When was “The Star-Spangled Banner” first played at a sporting event?
The Star-Spangled Banner was played in 1862 at a baseball game in Brooklyn at a field built by sports developer William Commeyer.
In 1920, the Yankees paid the Boston Red Sox $125,000 for the Babe.
The Woodstock Music and Art Fair was originally scheduled to take place in Wallkill, New York, but had to be moved to nearby Bethel when Wallkill residents, nervous about the huge turnout, backed out of the deal. The event, held August 15-17, 1969, brought together about 400,000 people. Performers included Jimi Hendrix, Janis Joplin, Joan…
William Randolph Hearst is alleged to have said, “You furnish the pictures and I’ll furnish the war” to artist Frederic Remington, who was covering conditions in Cuba at a time when newspaper publisher Hearst was interested in fomenting war with Spain, then in charge of Cuba. The Spanish-American War of 1898 resulted in part from…
Yes, the man behind the “Sherman Anti-Trust Act” was related to the man behind “Sherman’s March to the Sea”. The Sherman Anti-Trust Act, passed in 1890, was sponsored by John Sherman, the younger brother of William Tecumseh Sherman. It was the latter Sherman who, as a Union general, led the destructive march across Georgia in…
James Chaney, 21, Andrew Goodman, 21, and Michael Schwerner, 25, were the names of the three civil rights workers murdered by the Ku Klux Klan in 1964. Goodman and Schwemer were white students from New York who had come to Mississippi to help in the “Freedom Summer” voter registration project. Chaney was a black Mississippian….
General Zachary Taylor, hero of the Mexican War (1846-48) and president from 1849 to 1850 was “Old Rough and Ready”. Taylor got the nickname for his plain habits and blunt demeanor.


Please find the lines in the entries below that contain the word "text", and copy each one.

**Collection entries:**

----------

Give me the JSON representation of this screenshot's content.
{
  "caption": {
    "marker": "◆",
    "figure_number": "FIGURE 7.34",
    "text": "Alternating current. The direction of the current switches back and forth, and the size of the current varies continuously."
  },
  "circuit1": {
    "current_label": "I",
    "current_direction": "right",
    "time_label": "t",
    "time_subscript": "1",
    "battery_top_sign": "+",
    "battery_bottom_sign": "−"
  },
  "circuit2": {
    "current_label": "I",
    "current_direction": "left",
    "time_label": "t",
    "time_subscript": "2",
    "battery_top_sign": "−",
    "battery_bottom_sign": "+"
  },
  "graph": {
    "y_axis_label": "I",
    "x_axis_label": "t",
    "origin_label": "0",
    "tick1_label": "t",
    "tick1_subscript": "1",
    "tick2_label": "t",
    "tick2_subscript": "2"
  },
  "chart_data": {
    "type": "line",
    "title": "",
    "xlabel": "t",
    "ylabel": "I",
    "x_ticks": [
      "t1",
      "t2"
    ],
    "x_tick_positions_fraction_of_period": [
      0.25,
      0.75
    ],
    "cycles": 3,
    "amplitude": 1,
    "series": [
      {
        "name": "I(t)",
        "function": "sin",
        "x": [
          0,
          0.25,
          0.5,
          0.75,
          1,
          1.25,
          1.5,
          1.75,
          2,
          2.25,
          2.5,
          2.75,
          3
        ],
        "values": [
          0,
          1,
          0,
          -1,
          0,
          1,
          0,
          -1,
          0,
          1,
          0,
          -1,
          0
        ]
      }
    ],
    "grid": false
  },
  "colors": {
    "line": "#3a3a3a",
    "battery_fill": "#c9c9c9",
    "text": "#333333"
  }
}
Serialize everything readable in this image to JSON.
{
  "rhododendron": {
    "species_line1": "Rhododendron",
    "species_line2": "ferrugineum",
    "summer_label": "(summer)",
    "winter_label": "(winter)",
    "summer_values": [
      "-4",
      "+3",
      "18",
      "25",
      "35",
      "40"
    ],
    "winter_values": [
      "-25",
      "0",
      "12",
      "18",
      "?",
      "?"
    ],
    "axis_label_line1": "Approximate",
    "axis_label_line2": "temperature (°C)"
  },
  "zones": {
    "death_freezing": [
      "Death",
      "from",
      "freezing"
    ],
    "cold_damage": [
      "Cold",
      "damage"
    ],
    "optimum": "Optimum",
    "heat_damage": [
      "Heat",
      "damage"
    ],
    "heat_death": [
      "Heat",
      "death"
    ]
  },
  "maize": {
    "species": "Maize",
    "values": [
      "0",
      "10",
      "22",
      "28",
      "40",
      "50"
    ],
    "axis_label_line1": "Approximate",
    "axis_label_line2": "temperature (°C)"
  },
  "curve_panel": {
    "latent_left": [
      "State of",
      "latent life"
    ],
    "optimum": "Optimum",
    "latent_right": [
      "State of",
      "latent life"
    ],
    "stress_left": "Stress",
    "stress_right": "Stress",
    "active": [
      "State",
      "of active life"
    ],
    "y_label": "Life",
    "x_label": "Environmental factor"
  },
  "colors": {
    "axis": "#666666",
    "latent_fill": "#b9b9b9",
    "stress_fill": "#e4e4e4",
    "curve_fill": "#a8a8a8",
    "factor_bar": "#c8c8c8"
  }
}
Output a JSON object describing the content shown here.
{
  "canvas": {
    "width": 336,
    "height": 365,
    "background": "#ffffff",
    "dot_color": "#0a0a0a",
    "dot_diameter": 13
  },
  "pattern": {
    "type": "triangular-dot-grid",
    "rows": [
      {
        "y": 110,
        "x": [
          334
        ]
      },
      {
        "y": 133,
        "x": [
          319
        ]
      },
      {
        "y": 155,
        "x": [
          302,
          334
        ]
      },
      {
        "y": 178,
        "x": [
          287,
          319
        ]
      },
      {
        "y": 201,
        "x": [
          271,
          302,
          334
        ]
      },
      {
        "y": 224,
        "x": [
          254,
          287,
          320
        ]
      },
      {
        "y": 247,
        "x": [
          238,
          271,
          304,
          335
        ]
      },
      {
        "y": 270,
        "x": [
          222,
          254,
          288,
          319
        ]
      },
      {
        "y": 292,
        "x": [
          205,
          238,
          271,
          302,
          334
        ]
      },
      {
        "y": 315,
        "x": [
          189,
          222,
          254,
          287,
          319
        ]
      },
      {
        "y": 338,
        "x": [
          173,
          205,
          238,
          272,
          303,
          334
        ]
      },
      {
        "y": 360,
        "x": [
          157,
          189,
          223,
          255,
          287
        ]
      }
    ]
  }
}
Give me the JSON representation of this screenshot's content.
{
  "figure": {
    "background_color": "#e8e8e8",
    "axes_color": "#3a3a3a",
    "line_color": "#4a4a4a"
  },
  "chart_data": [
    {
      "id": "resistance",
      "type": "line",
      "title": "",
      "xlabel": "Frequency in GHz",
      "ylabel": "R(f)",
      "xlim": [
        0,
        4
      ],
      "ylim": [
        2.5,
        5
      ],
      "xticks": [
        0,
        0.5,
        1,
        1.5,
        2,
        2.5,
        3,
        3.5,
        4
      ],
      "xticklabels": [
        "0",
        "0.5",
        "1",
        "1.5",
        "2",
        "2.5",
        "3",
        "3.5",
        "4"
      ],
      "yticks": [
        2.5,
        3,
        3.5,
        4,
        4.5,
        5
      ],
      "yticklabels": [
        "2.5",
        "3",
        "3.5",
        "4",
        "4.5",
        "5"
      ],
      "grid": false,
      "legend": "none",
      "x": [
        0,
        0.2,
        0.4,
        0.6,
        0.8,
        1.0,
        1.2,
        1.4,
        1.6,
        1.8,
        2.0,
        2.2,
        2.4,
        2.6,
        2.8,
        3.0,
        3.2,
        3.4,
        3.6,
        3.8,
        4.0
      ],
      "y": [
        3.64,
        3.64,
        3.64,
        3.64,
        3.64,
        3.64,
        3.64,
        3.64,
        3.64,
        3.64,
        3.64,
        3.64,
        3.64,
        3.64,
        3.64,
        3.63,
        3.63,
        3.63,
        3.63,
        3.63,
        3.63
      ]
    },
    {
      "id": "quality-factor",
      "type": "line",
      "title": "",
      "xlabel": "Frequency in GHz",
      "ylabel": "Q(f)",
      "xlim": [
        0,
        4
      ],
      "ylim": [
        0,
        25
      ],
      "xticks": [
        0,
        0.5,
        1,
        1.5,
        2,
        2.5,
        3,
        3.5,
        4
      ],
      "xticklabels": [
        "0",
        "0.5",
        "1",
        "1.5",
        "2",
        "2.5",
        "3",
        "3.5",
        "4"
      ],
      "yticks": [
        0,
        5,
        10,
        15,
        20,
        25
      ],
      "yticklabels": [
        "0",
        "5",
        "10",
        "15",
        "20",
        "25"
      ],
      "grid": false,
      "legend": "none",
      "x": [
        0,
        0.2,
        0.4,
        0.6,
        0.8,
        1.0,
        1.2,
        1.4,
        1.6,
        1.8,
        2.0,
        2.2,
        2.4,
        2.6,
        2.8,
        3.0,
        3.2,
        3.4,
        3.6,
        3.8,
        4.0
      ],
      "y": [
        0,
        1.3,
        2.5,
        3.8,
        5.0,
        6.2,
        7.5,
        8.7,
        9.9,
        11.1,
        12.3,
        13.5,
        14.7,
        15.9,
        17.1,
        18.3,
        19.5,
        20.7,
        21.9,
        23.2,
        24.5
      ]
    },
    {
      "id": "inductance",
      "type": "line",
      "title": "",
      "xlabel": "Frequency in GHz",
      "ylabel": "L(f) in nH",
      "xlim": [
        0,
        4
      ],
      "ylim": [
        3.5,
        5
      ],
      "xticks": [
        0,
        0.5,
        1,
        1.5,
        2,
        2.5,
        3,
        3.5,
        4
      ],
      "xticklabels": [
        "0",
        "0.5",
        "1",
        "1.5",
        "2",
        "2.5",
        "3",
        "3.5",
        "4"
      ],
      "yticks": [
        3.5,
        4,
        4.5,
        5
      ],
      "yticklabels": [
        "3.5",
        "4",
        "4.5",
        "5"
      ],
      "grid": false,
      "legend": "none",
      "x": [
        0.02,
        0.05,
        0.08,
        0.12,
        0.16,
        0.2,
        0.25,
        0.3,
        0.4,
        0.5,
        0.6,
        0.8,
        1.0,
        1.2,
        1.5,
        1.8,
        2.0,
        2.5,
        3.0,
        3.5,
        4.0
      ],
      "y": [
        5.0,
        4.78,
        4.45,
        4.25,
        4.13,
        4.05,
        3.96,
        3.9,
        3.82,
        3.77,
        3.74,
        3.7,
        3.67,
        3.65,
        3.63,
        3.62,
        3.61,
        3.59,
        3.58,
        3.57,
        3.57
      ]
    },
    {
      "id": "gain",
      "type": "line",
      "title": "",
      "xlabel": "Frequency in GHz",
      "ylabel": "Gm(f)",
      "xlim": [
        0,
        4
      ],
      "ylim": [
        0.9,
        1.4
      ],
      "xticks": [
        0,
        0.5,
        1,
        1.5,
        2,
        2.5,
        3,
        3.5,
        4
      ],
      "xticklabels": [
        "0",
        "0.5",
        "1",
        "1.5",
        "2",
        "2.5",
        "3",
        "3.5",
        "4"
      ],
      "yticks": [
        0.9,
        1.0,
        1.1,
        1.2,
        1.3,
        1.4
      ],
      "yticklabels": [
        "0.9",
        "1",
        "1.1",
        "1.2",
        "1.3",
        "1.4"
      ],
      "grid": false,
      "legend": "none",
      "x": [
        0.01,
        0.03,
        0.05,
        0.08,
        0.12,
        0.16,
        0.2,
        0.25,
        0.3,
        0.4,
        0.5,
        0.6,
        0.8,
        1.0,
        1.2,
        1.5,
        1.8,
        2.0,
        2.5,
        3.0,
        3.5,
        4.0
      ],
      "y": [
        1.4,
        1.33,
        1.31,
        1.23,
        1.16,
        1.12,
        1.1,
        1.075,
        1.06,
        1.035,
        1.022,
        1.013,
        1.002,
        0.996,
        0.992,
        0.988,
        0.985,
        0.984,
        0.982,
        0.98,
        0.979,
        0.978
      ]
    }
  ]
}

----------

**REPLY:**
    "text": "Alternating current. The direction of the current switches back and forth, and the size of the current varies continuously."
    "text": "#333333"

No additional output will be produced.